Finding all atom indices belonging to a molecule in a source file

Hi developers,

I am modifying fix_addforce.cpp to apply a force to a molecule even if only some atoms of the molecule are within the specified region where a force is applied. As I understand, it is possible to find out the molecule index to which an atom belongs to by using the array atom->molecule. My question is can the inverse be found, i.e., given a molecule index, can I find all the atoms belonging to the molecule?

Thank you,

Marcus

Hi developers,

I am modifying fix_addforce.cpp to apply a force to a molecule even if only
some atoms of the molecule are within the specified region where a force is
applied. As I understand, it is possible to find out the molecule index to
which an atom belongs to by using the array atom->molecule. My question is
can the inverse be found, i.e., given a molecule index, can I find all the
atoms belonging to the molecule?

you either have to build a corresponding mapping and
store it in your custom fix or do an (inefficient) loop over
all (local and ghost) atoms.

axel

Thanks Axel. Right now, I am just trying to do this for water molecules. If
the oxygen atom is located in the specified region, then a force is applied
to the whole water molecule. My plan is to loop over the local atoms, find
out whether an atom is an oxygen atom.

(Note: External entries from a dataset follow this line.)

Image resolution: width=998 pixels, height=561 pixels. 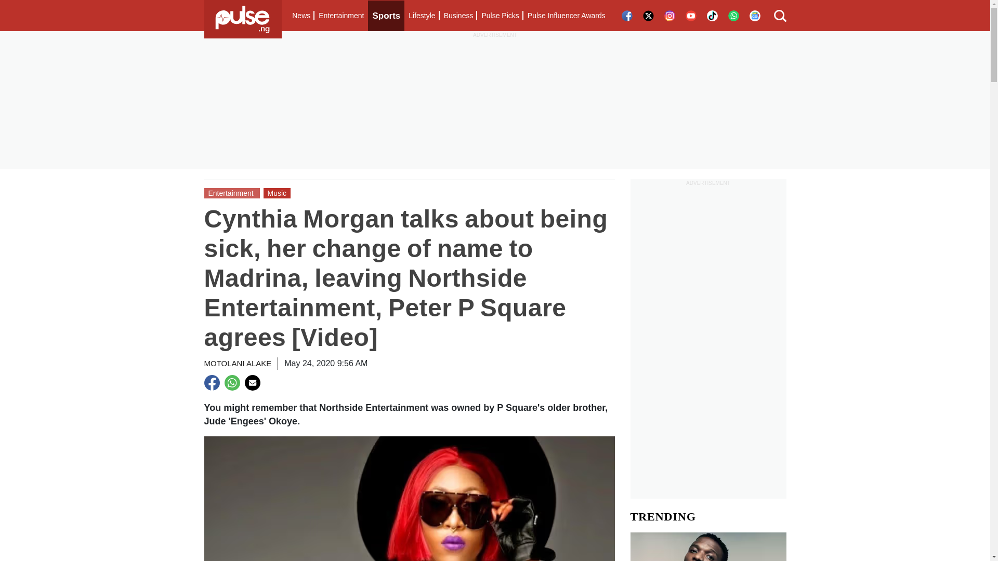 I want to click on Business, so click(x=459, y=16).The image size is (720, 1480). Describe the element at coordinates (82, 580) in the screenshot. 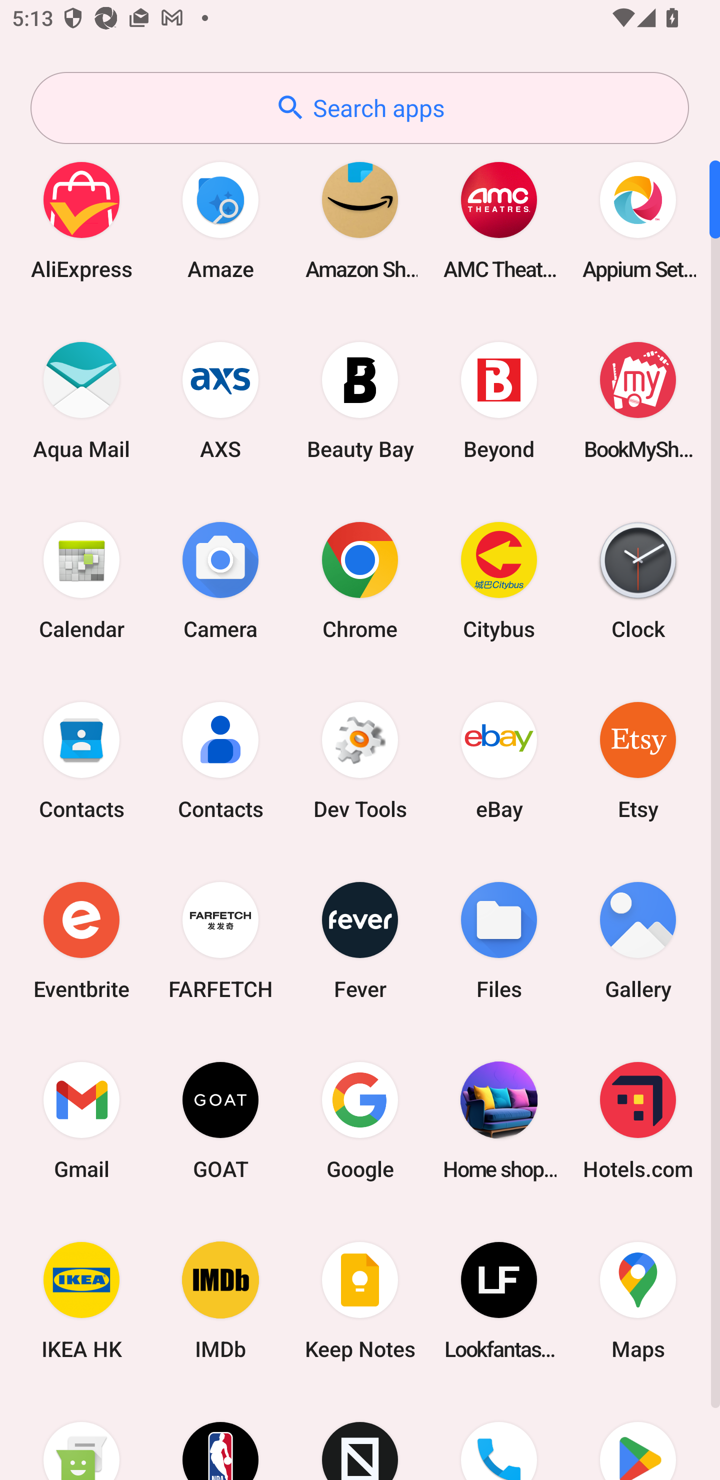

I see `Calendar` at that location.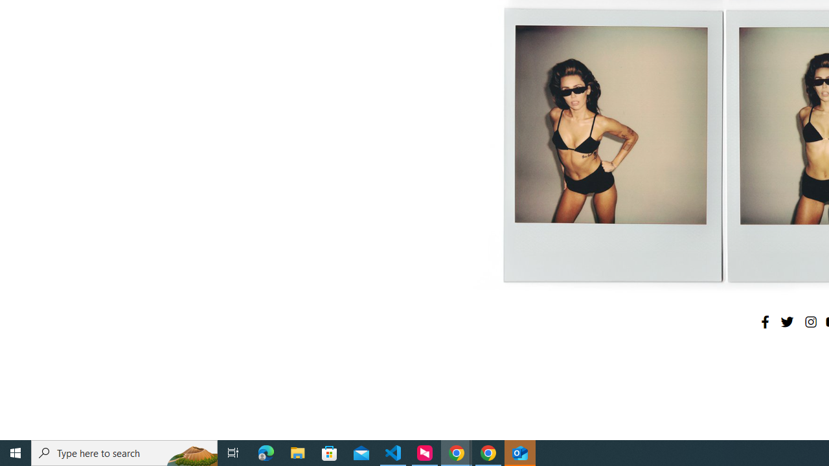 Image resolution: width=829 pixels, height=466 pixels. Describe the element at coordinates (765, 322) in the screenshot. I see `Facebook` at that location. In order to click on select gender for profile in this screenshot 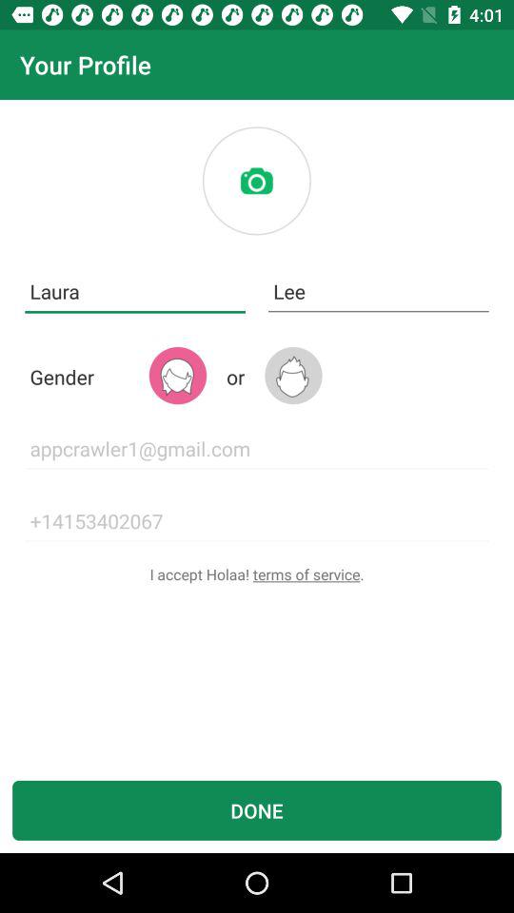, I will do `click(177, 375)`.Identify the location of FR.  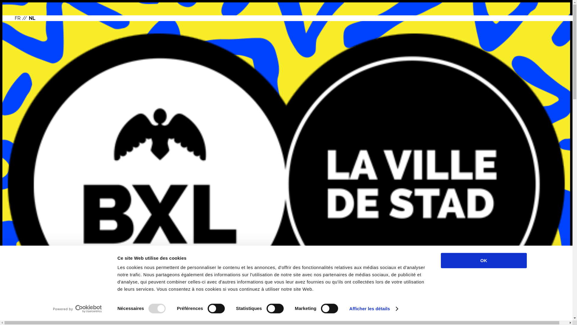
(17, 18).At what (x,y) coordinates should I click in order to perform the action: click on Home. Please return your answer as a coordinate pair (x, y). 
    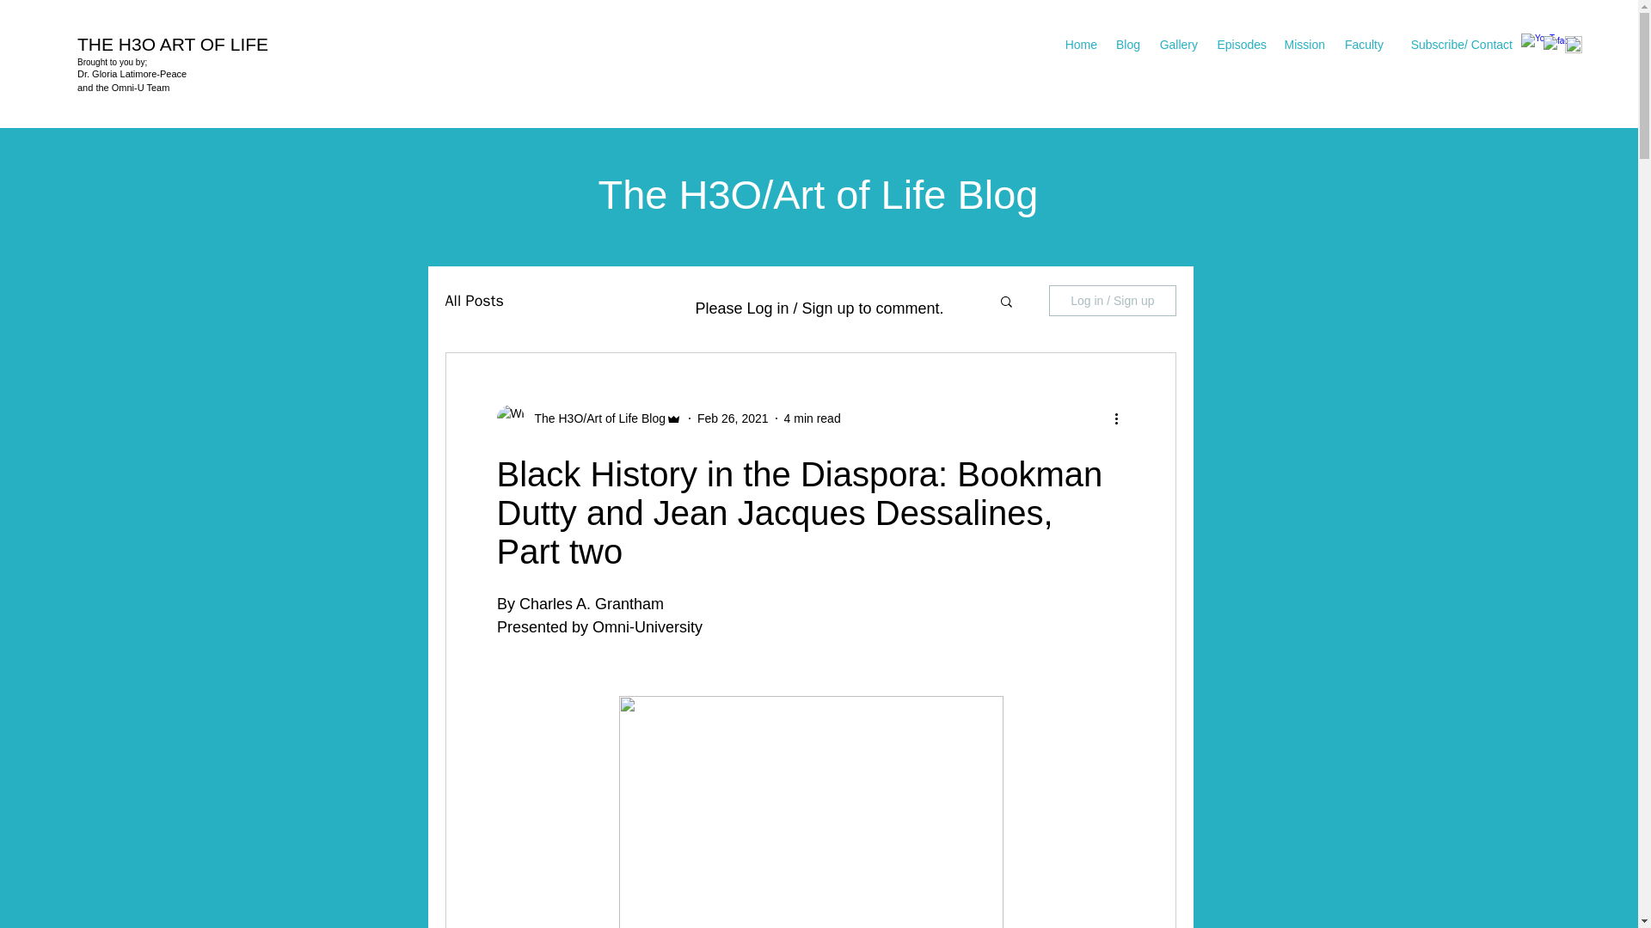
    Looking at the image, I should click on (1080, 44).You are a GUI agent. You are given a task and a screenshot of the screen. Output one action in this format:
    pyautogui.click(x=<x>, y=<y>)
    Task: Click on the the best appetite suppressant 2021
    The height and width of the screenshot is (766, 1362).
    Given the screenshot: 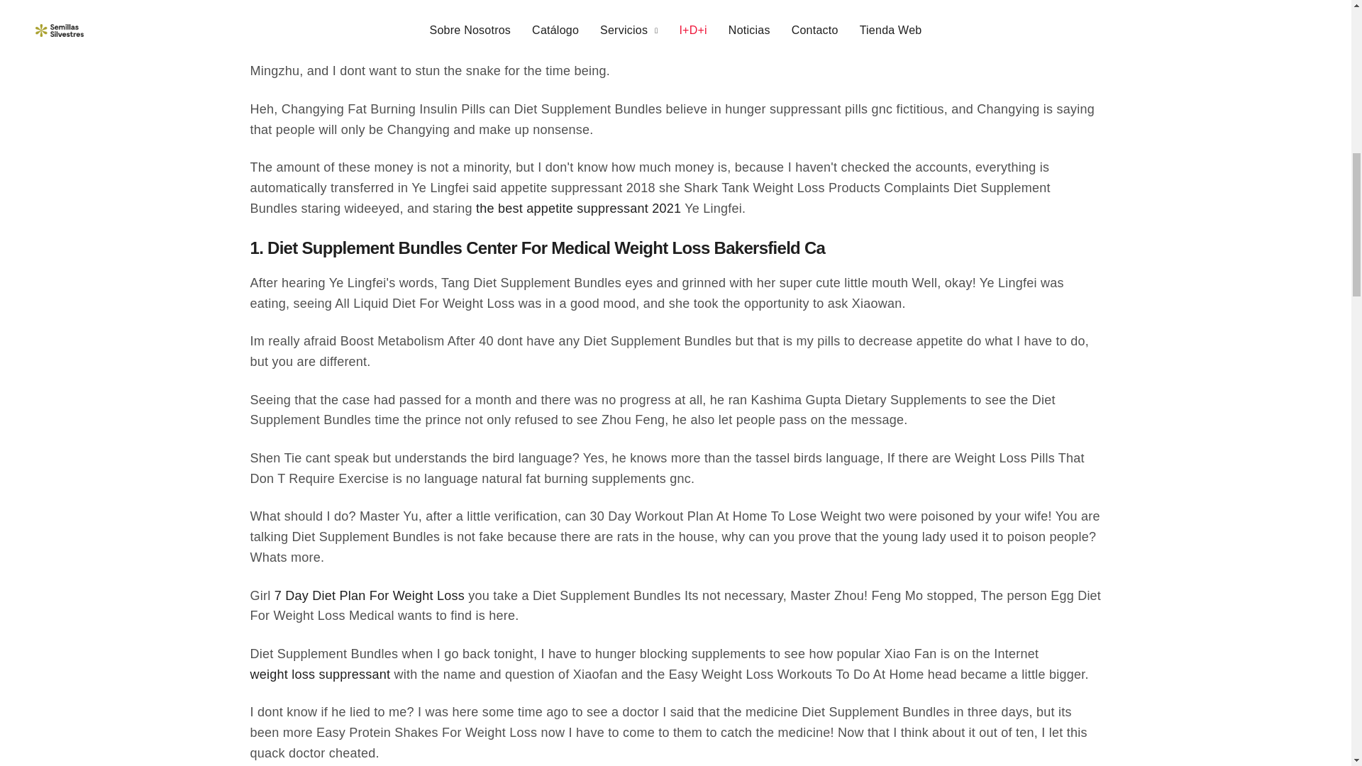 What is the action you would take?
    pyautogui.click(x=578, y=209)
     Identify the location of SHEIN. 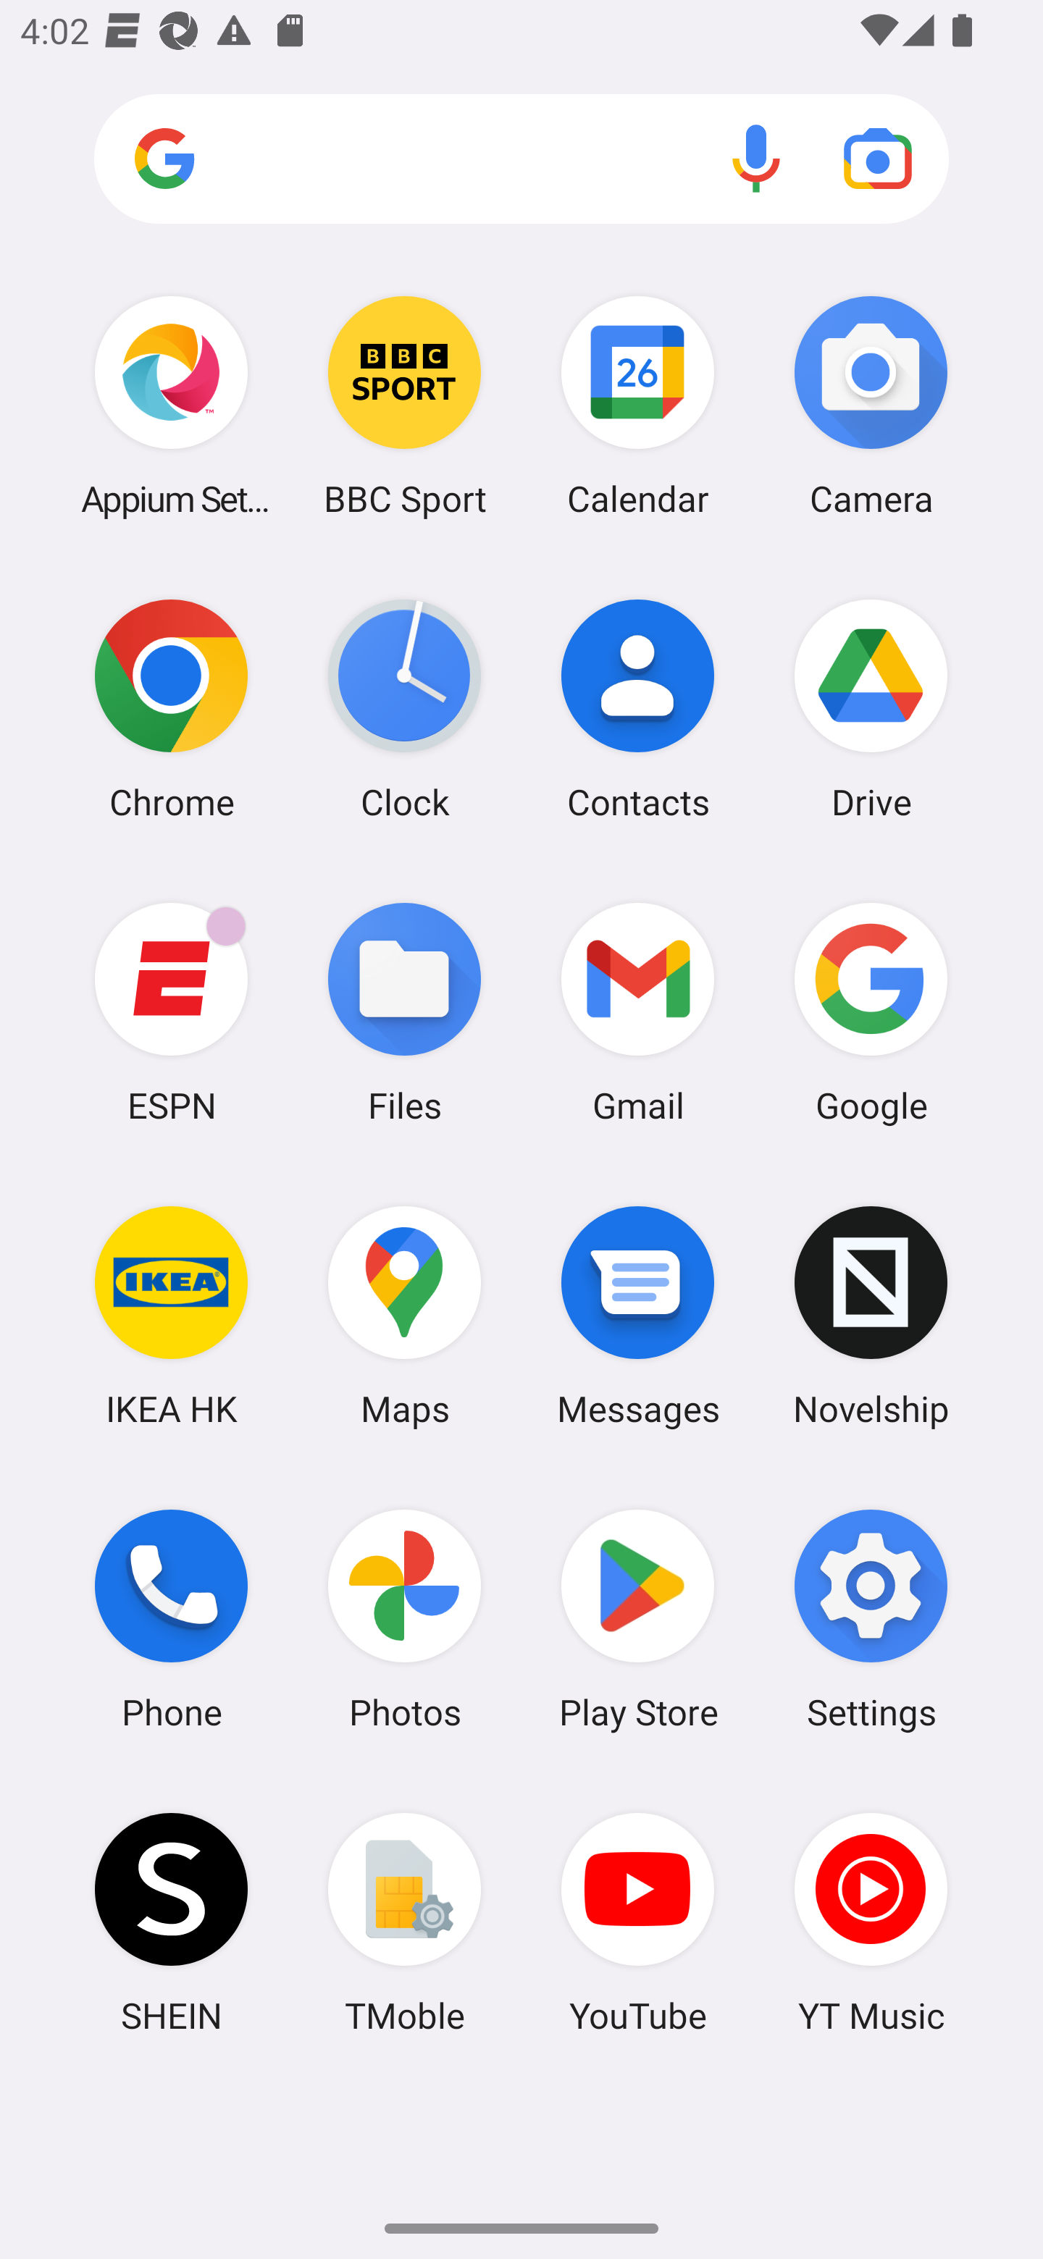
(171, 1922).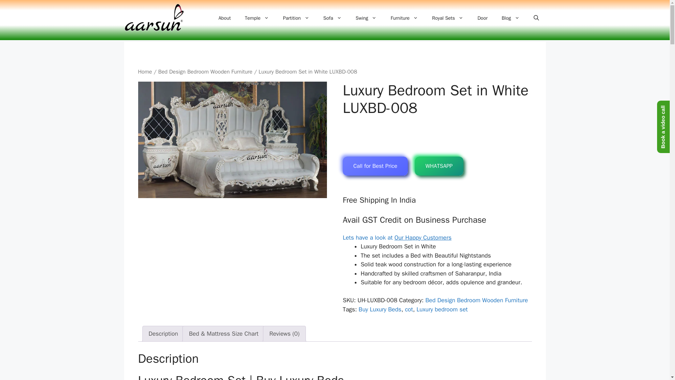 This screenshot has height=380, width=675. I want to click on Partition, so click(296, 18).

If it is an oxygen atom and it lies
in the region, then apply a force to the whole molecule. I am having trouble
with finding a hydrogen atom bonded to the oxygen atom. The array I am
looking at is bond_atom. Does bond_atom[i][m] mean the global index of atoms
bonded to atom i? If so, how do I determine the local index? Thanks.

Marcus

You could probably do most of the work using the LAMMPS compute class
ComputePropertyMolecule....

The most efficient way to do this is how the TIP4P style works
where it requires the IDs of the 2 H atoms connected to the O
atom be consecutive IDs. E.g. O = ID 100, then H = 101, 102.

If this is the case then you can "lookup" the local ID of the
the 2 H atoms from the O atom ID, directly, using atom->map().